Building » Bolton – St Edmund

Bolton – St Edmund

St Edmund Street, Bolton BL1

One of the earliest surviving churches in the Bolton Deanery and an interesting and now relatively rare example of the modest church/school buildings that were built in large number to serve poor, often Irish communities in the growing industrial towns of the diocese. It is a simple building that retains its original form, and while the population has moved away from the area in which it stands, it still maintains a loyal and committed congregation.

The foundation stone of a church dedicated to St Edmund of Canterbury was laid at a site in Grime Street (now St Edmund Street) in August 1860 by Bishop Turner. The moving force behind the building of the church (and the church of St Patrick Bolton, qv) was the Rev.

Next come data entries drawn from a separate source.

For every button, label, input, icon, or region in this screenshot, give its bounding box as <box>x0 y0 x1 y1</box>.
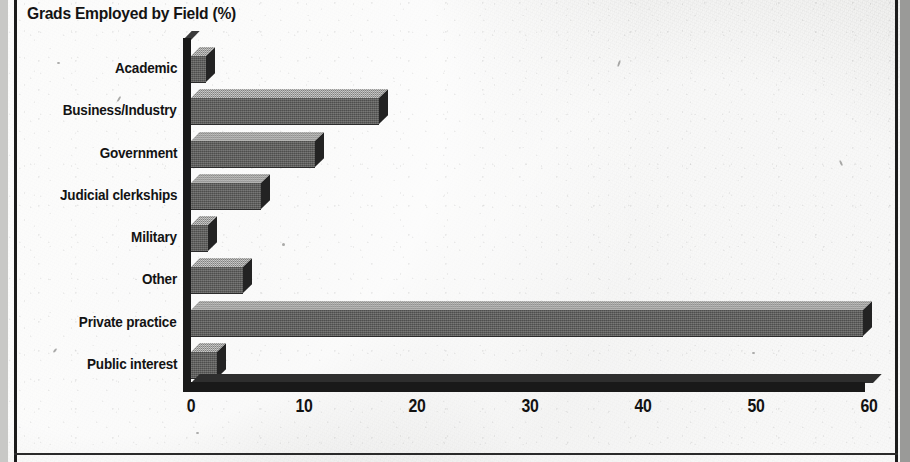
x-axis-line <box>183 382 865 392</box>
x-axis-tick-label: 60 <box>860 396 877 417</box>
y-axis-line <box>183 38 191 382</box>
x-axis-tick-label: 20 <box>408 396 425 417</box>
bar-front-face <box>191 310 863 337</box>
bar-top-face <box>191 89 387 98</box>
y-axis-label: Other <box>142 270 177 287</box>
y-axis-label: Government <box>99 144 177 161</box>
y-axis-label: Public interest <box>87 355 177 372</box>
y-axis-label: Judicial clerkships <box>60 186 177 203</box>
bar-front-face <box>191 267 243 294</box>
bar-side-face <box>243 259 252 294</box>
x-axis-tick-label: 0 <box>187 396 196 417</box>
x-axis-tick-label: 10 <box>295 396 312 417</box>
bar-front-face <box>191 183 261 210</box>
y-axis-label: Academic <box>115 59 177 76</box>
x-axis-tick-label: 30 <box>521 396 538 417</box>
x-axis-tick-label: 50 <box>747 396 764 417</box>
bar-front-face <box>191 56 206 83</box>
y-axis-label: Military <box>131 228 177 245</box>
bar-top-face <box>191 174 270 183</box>
chart-page: Grads Employed by Field (%) AcademicBusi… <box>0 0 910 462</box>
bar-front-face <box>191 141 315 168</box>
y-axis-label: Business/Industry <box>63 101 177 118</box>
x-axis-tick-label: 40 <box>634 396 651 417</box>
y-axis-label: Private practice <box>79 313 177 330</box>
bar-front-face <box>191 225 208 252</box>
plot-area: AcademicBusiness/IndustryGovernmentJudic… <box>0 0 910 462</box>
bar-front-face <box>191 98 379 125</box>
bar-top-face <box>191 132 324 141</box>
bar-top-face <box>191 301 872 310</box>
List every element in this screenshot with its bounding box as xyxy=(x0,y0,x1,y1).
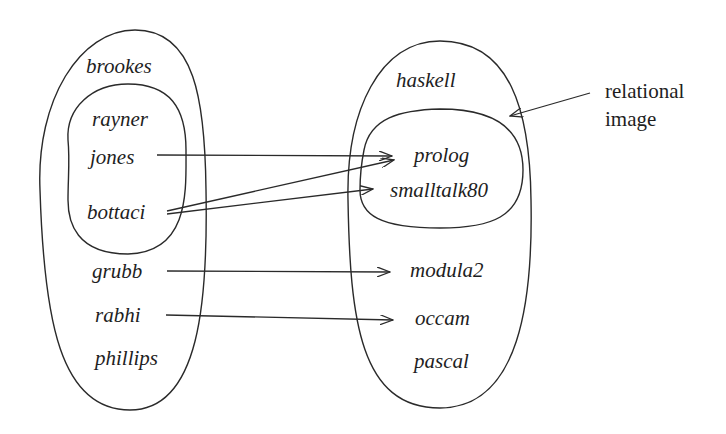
arrow-grubb-modula2 xyxy=(167,271,390,272)
relational-image-diagram: brookes rayner jones bottaci grubb rabhi… xyxy=(0,0,726,434)
label-rayner: rayner xyxy=(92,107,149,131)
arrow-bottaci-smalltalk80 xyxy=(167,189,373,214)
label-jones: jones xyxy=(87,145,134,169)
label-grubb: grubb xyxy=(92,259,142,283)
range-subset-outline xyxy=(360,109,523,228)
arrow-relational-image xyxy=(510,93,590,116)
label-phillips: phillips xyxy=(93,346,158,370)
label-occam: occam xyxy=(415,306,470,330)
label-modula2: modula2 xyxy=(410,258,484,282)
label-smalltalk80: smalltalk80 xyxy=(390,178,488,202)
label-prolog: prolog xyxy=(412,143,469,167)
label-bottaci: bottaci xyxy=(87,200,145,224)
label-pascal: pascal xyxy=(412,349,469,373)
arrow-jones-prolog xyxy=(157,155,392,156)
label-brookes: brookes xyxy=(86,54,152,78)
label-rabhi: rabhi xyxy=(95,303,141,327)
annotation-image: image xyxy=(605,107,656,131)
label-haskell: haskell xyxy=(396,68,456,92)
annotation-relational: relational xyxy=(605,79,684,103)
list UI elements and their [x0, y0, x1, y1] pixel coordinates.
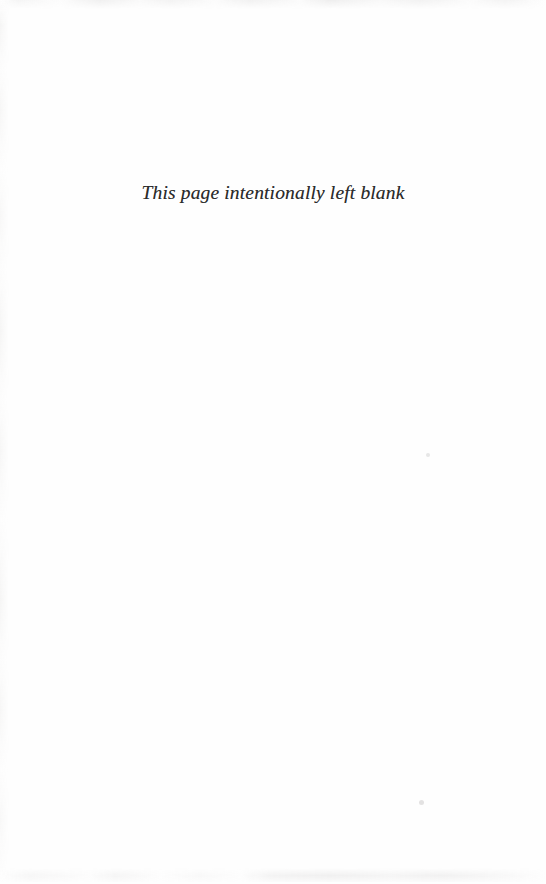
dust-speck-icon	[426, 453, 430, 457]
blank-page-notice-text: This page intentionally left blank	[142, 181, 405, 205]
dust-speck-icon	[419, 800, 424, 805]
scan-streak-left-icon	[0, 0, 9, 884]
scanned-page: This page intentionally left blank	[0, 0, 546, 884]
blank-page-notice: This page intentionally left blank	[0, 181, 546, 205]
paper-surface	[0, 0, 546, 884]
scan-smudge-top-icon	[0, 0, 546, 9]
scan-smudge-bottom-icon	[0, 868, 546, 882]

Canon Carter. The building was of two storeys, the upper storey built to serve as a church and the lower as a school. In the following year, a mission was established in what was considered at the time to be ‘the very centre of the lowest district of town, a part occupied by the lowest and most disreputable characters, the true pariahs of society for whom no means of religious instruction was hitherto provided by any denomination.’ The site was surrounded by textile mills and workers’ housing, and the church was deliberately located there so that the local inhabitants could enter in their clogs and shawls.

The school was relocated in the early twentieth century, and the lower floor of the building was converted to a parish hall. A single storey extension to the hall was added in the 1960s. Around the same time, the church was reordered with the introduction of a narthex and new furnishings.

Fr Haugh has been associated with the parish for over thirty eight years, both as a curate and parish priest. In 2003 the parish of St Patrick was combined with St Edmund under his care, and with the closure of St Peter and St Paul in 2010, it too was subsumed within the re-named parish of St Edmund and St Patrick.

Description

The church was built in 1860-61 on a steeply sloping site. It is a simple rectangular building of rubble stone with a slate roof and three light lancet windows lighting the church on the upper floor. The roof of the sanctuary steps down, and has a five-light east window with pairs of smaller lancets lighting the sacristies to each side. The lower floor, which was originally used as the school, has pairs of square-headed windows, and is partly below ground as the street rises alongside, being separated from the pavement by a narrow area bounded by iron railings. A pointed arched doorway gives access to the church.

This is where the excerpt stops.